Case Study · Co4 Cloud

An Energy Operator's Data Platform, Built for Real-Time and Scale

A production microservices and microfrontend platform for a European energy operator. Real-time monitoring across gas, electricity, EV charging, and carbon emissions, with multi-tenant oversight.

Client

Co4 Cloud

Sector

Energy and utilities

Geography

Liechtenstein, Europe

Engagement type

Build, greenfield production system

Practice lines

BI and analytics modernization, cloud, data platform engineering

Status

Completed

Key takeaways
  • A multi-resource energy operator needed real-time monitoring and multi-tenant oversight across gas, electricity, EV charging, and carbon emissions in one platform.
  • We shipped a microservices backend behind a Piral microfrontend shell, with sensor data flowing through a FastAPI ingestion service into PostgreSQL and GraphQL-backed operational views.
  • Role-based access is enforced at the API layer for owners, managers, customers, technicians, and operators.
  • The result is a modular platform that supports self-service multi-tenant onboarding and a clear path for new resource types and partner applications.

Problem

Co4 Cloud needed a production-grade web platform for gas, electricity, EV charging, carbon emissions, billing, and multi-tenant resource oversight. Data lived across sensor networks, metering systems, and reporting tools. Adding new facilities, occupants, or resource types required engineering work instead of controlled configuration.

Constraints

The platform had to serve distinct user populations - owners, managers, customers, technicians, and operators - each with different access. It had to ingest sensor data at sensor rate without losing real-time fidelity, and it had to let the operator onboard new tenants and resource types without a development cycle for each addition.

What ViitorCloud shipped

We built a centralized energy management portal on a microservices backend and a Piral microfrontend shell. Sensor data flows through a FastAPI ingestion service into PostgreSQL and GraphQL-backed operational views. Role-based access is enforced at the API layer across all five user populations.

Architecture and delivery approach

A microservices backend separates ingestion, operational data, and tenant management so each can scale and evolve independently. The Piral microfrontend shell lets new modules and partner applications plug into the portal without rebuilding it. FastAPI handles ingestion; PostgreSQL holds operational state; GraphQL serves the operational views the portal renders. Access control sits at the API layer, not the UI, so permissions hold regardless of client.

Outcome

The platform now centralizes resource management, supports real-time monitoring at sensor rate, enables self-service multi-tenant onboarding, and gives the operator a modular path for new resource types and partner applications.

What buyers should learn

A real-time multi-tenant platform is an architecture decision before it is a feature decision. Choosing microservices plus a microfrontend shell up front is what makes self-service onboarding and new resource types a configuration task later, rather than an engineering project each time. Enforcing access at the API layer is what keeps a multi-population platform defensible as it grows.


* Exercise goal *
Report every line of the records below that contains the word "Ischemic".

* Data provided *
*** Begin section ***

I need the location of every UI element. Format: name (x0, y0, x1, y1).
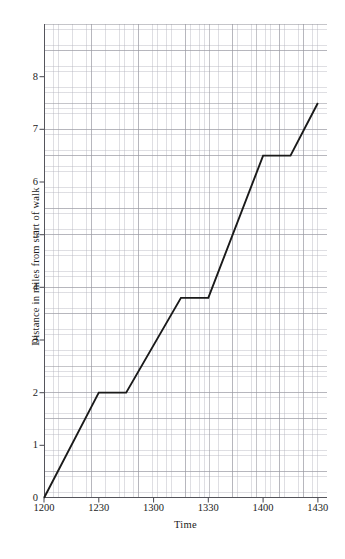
distance-walked-line (44, 103, 318, 498)
distance-time-chart: 012345678 120012301300133014001430 Time … (0, 0, 345, 559)
x-tick-label: 1300 (143, 503, 164, 514)
x-axis-title: Time (44, 519, 327, 530)
x-tick-label: 1400 (253, 503, 274, 514)
chart-data-layer (0, 0, 345, 559)
x-axis-tick-marks (44, 498, 318, 503)
x-tick-label: 1430 (307, 503, 328, 514)
x-tick-label: 1230 (88, 503, 109, 514)
y-tick-label: 1 (12, 440, 38, 451)
y-tick-label: 8 (12, 71, 38, 82)
y-axis-title: Distance in miles from start of walk (30, 127, 41, 407)
x-tick-label: 1330 (198, 503, 219, 514)
x-tick-label: 1200 (34, 503, 55, 514)
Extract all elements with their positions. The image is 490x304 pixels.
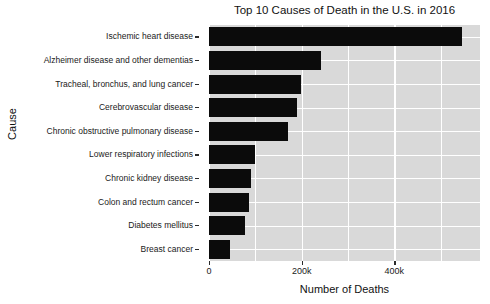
bar bbox=[209, 98, 297, 117]
y-axis-tick-label: Lower respiratory infections bbox=[89, 145, 193, 164]
chart-figure: Top 10 Causes of Death in the U.S. in 20… bbox=[0, 0, 490, 304]
y-axis-tick-mark bbox=[195, 36, 199, 37]
y-axis-tick-mark bbox=[195, 154, 199, 155]
y-axis-tick-label: Breast cancer bbox=[141, 240, 193, 259]
bar bbox=[209, 51, 321, 70]
y-axis-tick-mark bbox=[195, 107, 199, 108]
x-axis-tick-label: 200k bbox=[272, 266, 332, 276]
x-axis-title: Number of Deaths bbox=[209, 283, 480, 295]
y-axis-tick-labels: Ischemic heart diseaseAlzheimer disease … bbox=[0, 25, 201, 261]
chart-title: Top 10 Causes of Death in the U.S. in 20… bbox=[209, 3, 480, 18]
bar bbox=[209, 27, 462, 46]
y-axis-tick-label: Chronic kidney disease bbox=[105, 169, 193, 188]
bar bbox=[209, 216, 245, 235]
bar bbox=[209, 193, 249, 212]
bar bbox=[209, 145, 255, 164]
y-axis-tick-mark bbox=[195, 84, 199, 85]
y-axis-tick-mark bbox=[195, 60, 199, 61]
y-axis-tick-mark bbox=[195, 178, 199, 179]
y-axis-tick-label: Alzheimer disease and other dementias bbox=[44, 51, 193, 70]
y-axis-tick-label: Diabetes mellitus bbox=[128, 216, 193, 235]
gridline-horizontal bbox=[209, 226, 480, 227]
bar bbox=[209, 75, 301, 94]
bar bbox=[209, 240, 230, 259]
x-axis-tick-mark bbox=[302, 261, 303, 265]
y-axis-tick-label: Tracheal, bronchus, and lung cancer bbox=[55, 75, 193, 94]
gridline-horizontal bbox=[209, 249, 480, 250]
x-axis-tick-mark bbox=[209, 261, 210, 265]
x-axis-tick-mark bbox=[394, 261, 395, 265]
y-axis-tick-label: Chronic obstructive pulmonary disease bbox=[47, 122, 193, 141]
gridline-horizontal bbox=[209, 202, 480, 203]
x-axis-tick-label: 0 bbox=[179, 266, 239, 276]
y-axis-tick-mark bbox=[195, 202, 199, 203]
bar bbox=[209, 122, 288, 141]
y-axis-tick-label: Cerebrovascular disease bbox=[99, 98, 193, 117]
bar bbox=[209, 169, 251, 188]
y-axis-tick-label: Ischemic heart disease bbox=[106, 27, 193, 46]
y-axis-tick-mark bbox=[195, 225, 199, 226]
plot-area bbox=[209, 25, 480, 261]
y-axis-tick-label: Colon and rectum cancer bbox=[98, 193, 193, 212]
y-axis-tick-mark bbox=[195, 131, 199, 132]
y-axis-tick-mark bbox=[195, 249, 199, 250]
x-axis-tick-label: 400k bbox=[364, 266, 424, 276]
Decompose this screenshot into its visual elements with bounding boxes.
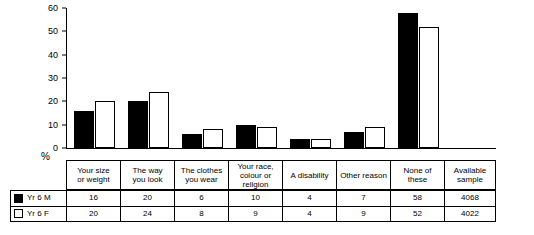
data-cell: 4068 <box>445 191 495 206</box>
data-column: 5852 <box>390 190 444 222</box>
data-table: Yr 6 M Yr 6 F 16202024681094479585240684… <box>10 190 496 222</box>
y-axis-unit-label: % <box>41 152 50 162</box>
data-cell: 16 <box>67 191 120 206</box>
y-tick-label-60: 60 <box>48 4 58 13</box>
data-cell: 8 <box>175 206 228 222</box>
bar-yr-6-f <box>311 139 331 148</box>
data-column: 44 <box>282 190 336 222</box>
bar-yr-6-f <box>149 92 169 148</box>
legend-item-yr6f: Yr 6 F <box>11 206 66 222</box>
bar-yr-6-m <box>236 125 256 148</box>
bar-group <box>175 8 229 148</box>
data-column: 40684022 <box>444 190 496 222</box>
y-tick-label-30: 30 <box>48 74 58 83</box>
legend-swatch-solid-icon <box>14 194 23 203</box>
x-axis-line <box>66 148 496 149</box>
plot-area: 0 10 20 30 40 50 60 <box>38 8 496 160</box>
category-label-cell: Other reason <box>336 160 390 190</box>
bar-yr-6-f <box>257 127 277 148</box>
bar-group <box>337 8 391 148</box>
legend-label-yr6f: Yr 6 F <box>27 210 49 218</box>
bar-yr-6-f <box>95 101 115 148</box>
data-column: 109 <box>228 190 282 222</box>
data-cell: 9 <box>229 206 282 222</box>
data-cell: 4022 <box>445 206 495 222</box>
bars-container <box>67 8 496 148</box>
bar-group <box>391 8 445 148</box>
bar-yr-6-f <box>203 129 223 148</box>
bar-yr-6-f <box>419 27 439 148</box>
legend-item-yr6m: Yr 6 M <box>11 191 66 206</box>
chart-figure: 0 10 20 30 40 50 60 % Your sizeor weight… <box>0 0 534 235</box>
data-cell: 4 <box>283 191 336 206</box>
bar-yr-6-m <box>182 134 202 148</box>
bar-group <box>229 8 283 148</box>
y-tick-label-10: 10 <box>48 120 58 129</box>
bar-yr-6-m <box>74 111 94 148</box>
data-cell: 10 <box>229 191 282 206</box>
bar-group <box>121 8 175 148</box>
y-tick-label-20: 20 <box>48 97 58 106</box>
bar-yr-6-m <box>344 132 364 148</box>
category-label-cell: Your race,colour orreligion <box>228 160 282 190</box>
bar-yr-6-m <box>128 101 148 148</box>
category-label-cell: The wayyou look <box>120 160 174 190</box>
bar-yr-6-f <box>365 127 385 148</box>
data-cell: 20 <box>121 191 174 206</box>
y-tick-label-50: 50 <box>48 27 58 36</box>
category-label-cell: The clothesyou wear <box>174 160 228 190</box>
bar-yr-6-m <box>290 139 310 148</box>
y-axis: 0 10 20 30 40 50 60 <box>38 8 62 148</box>
bar-yr-6-m <box>398 13 418 148</box>
category-label-row: Your sizeor weightThe wayyou lookThe clo… <box>66 160 496 190</box>
data-column: 68 <box>174 190 228 222</box>
data-column: 2024 <box>120 190 174 222</box>
data-cell: 20 <box>67 206 120 222</box>
legend-swatch-hollow-icon <box>14 209 23 218</box>
data-cell: 24 <box>121 206 174 222</box>
data-cell: 58 <box>391 191 444 206</box>
legend: Yr 6 M Yr 6 F <box>10 190 66 222</box>
data-column: 79 <box>336 190 390 222</box>
category-label-cell: None of these <box>390 160 444 190</box>
legend-label-yr6m: Yr 6 M <box>27 194 51 202</box>
y-tick-label-0: 0 <box>53 144 58 153</box>
data-cell: 6 <box>175 191 228 206</box>
data-cell: 7 <box>337 191 390 206</box>
data-cell: 52 <box>391 206 444 222</box>
category-label-cell: Your sizeor weight <box>66 160 120 190</box>
data-cell: 4 <box>283 206 336 222</box>
y-tick-label-40: 40 <box>48 50 58 59</box>
data-column: 1620 <box>66 190 120 222</box>
data-cell: 9 <box>337 206 390 222</box>
bar-group <box>283 8 337 148</box>
category-label-cell: A disability <box>282 160 336 190</box>
bar-group <box>67 8 121 148</box>
category-label-cell: Availablesample <box>444 160 496 190</box>
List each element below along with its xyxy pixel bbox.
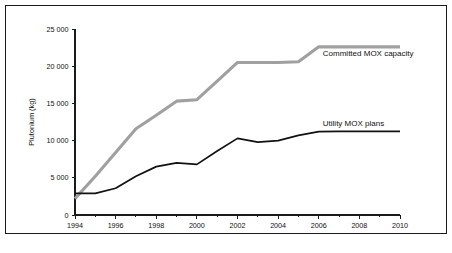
x-axis-ticks: 199419961998200020022004200620082010	[67, 215, 408, 230]
x-tick-label: 2008	[351, 221, 367, 230]
x-tick-label: 2010	[392, 221, 408, 230]
y-tick-label: 10 000	[47, 136, 69, 145]
y-tick-label: 15 000	[47, 99, 69, 108]
series-annotation-1: Utility MOX plans	[323, 119, 384, 128]
x-tick-label: 1994	[67, 221, 83, 230]
y-tick-label: 0	[65, 211, 69, 220]
y-tick-label: 5 000	[51, 173, 69, 182]
y-tick-label: 20 000	[47, 62, 69, 71]
x-tick-label: 2002	[230, 221, 246, 230]
x-tick-label: 2000	[189, 221, 205, 230]
x-tick-label: 1996	[108, 221, 124, 230]
chart-series-labels: Committed MOX capacityUtility MOX plans	[323, 49, 414, 129]
y-axis-ticks: 05 00010 00015 00020 00025 000	[47, 25, 75, 220]
series-annotation-0: Committed MOX capacity	[323, 49, 414, 58]
chart-plot-area: 05 00010 00015 00020 00025 000 199419961…	[0, 0, 452, 253]
x-tick-label: 1998	[148, 221, 164, 230]
y-axis-title: Plutonium (kg)	[27, 98, 36, 146]
x-tick-label: 2006	[311, 221, 327, 230]
x-tick-label: 2004	[270, 221, 286, 230]
y-tick-label: 25 000	[47, 25, 69, 34]
chart-figure: 05 00010 00015 00020 00025 000 199419961…	[0, 0, 452, 253]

*** End section ***

* Response to this exercise *
y-axis-tick-labels: Ischemic heart diseaseAlzheimer disease … bbox=[0, 25, 201, 261]
y-axis-tick-label: Ischemic heart disease bbox=[106, 27, 193, 46]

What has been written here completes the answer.